8086 first x86 processor; initially a temporary substitute for the iAPX 432 to compete with Motorola, Zilog, and National Semiconductor and to top the successful Z80.The 8088 version, with an 8-bit bus, was used in the original IBM Personal Computer.
An iterative refresh of Raptor Lake-S desktop processors, called the 14th generation of Intel Core, was launched on October 17, 2023. [1] [2]CPUs in bold below feature ECC memory support only when paired with a motherboard based on the W680 chipset according to each respective Intel Ark product page.
Other notable 16-bit processors include the Intel 8086, the Intel 80286, the WDC 65C816, and the Zilog Z8000. The Intel 8088 was binary compatible with the Intel 8086, and was 16-bit in that its registers were 16 bits wide, and arithmetic instructions could operate on 16-bit quantities, even though its external bus was 8 bits wide.
In marketing, iAPX (Intel Advanced Performance Architecture [1]) was a short lived designation used for several Intel microprocessors, including some 8086 family processors. [2] Not being a simple initialism seems to have confused even Intel's technical writers as can be seen in their iAPX-88 Book where the asterisked expansion shows iAPX to ...
Below is the full 8086/8088 instruction set of Intel (81 instructions total). [2] These instructions are also available in 32-bit mode, in which they operate on 32-bit registers ( eax , ebx , etc.) and values instead of their 16-bit ( ax , bx , etc.) counterparts.
The K1810VM86 (Russian: К1810ВМ86) [1] [2] is a Soviet 16-bit microprocessor, a clone of the Intel 8086 CPU with which it is binary and pin compatible.

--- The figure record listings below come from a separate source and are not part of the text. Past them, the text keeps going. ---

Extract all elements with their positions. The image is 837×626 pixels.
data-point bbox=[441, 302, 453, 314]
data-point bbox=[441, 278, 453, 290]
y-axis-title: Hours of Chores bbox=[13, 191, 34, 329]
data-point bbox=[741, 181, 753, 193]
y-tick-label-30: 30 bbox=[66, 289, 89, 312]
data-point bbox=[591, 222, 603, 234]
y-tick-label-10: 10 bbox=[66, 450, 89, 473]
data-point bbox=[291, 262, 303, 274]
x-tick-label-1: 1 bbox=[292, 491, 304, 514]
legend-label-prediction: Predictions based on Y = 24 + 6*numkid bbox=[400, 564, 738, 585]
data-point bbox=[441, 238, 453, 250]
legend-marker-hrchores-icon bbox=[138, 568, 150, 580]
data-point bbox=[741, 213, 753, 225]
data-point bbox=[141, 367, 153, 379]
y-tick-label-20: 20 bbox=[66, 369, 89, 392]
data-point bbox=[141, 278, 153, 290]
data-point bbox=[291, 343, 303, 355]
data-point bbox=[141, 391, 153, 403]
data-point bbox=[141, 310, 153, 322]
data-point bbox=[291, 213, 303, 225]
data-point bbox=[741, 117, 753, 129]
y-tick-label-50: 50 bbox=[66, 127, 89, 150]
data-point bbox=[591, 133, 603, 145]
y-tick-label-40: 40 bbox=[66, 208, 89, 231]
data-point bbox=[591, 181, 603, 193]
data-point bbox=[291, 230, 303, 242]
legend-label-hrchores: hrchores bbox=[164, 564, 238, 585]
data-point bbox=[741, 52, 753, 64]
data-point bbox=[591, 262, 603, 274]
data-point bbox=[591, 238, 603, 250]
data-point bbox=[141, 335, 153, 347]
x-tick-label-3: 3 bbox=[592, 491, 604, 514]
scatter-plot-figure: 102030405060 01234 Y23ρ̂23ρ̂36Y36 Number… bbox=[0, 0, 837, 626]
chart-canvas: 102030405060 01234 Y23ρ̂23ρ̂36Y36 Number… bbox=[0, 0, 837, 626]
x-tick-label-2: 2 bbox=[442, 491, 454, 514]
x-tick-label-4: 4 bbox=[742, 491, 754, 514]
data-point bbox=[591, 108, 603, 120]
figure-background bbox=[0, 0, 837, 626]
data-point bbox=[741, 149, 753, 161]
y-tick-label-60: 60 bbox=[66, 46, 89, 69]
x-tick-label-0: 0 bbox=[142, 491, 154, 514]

It was developed between 1982 and 1985. [3]
The Intel 80286 [4] (also marketed as the iAPX 286 [5] and often called Intel 286) is a 16-bit microprocessor that was introduced on February 1, 1982. It was the first 8086-based CPU with separate, non- multiplexed address and data buses and also the first with memory management and wide protection abilities.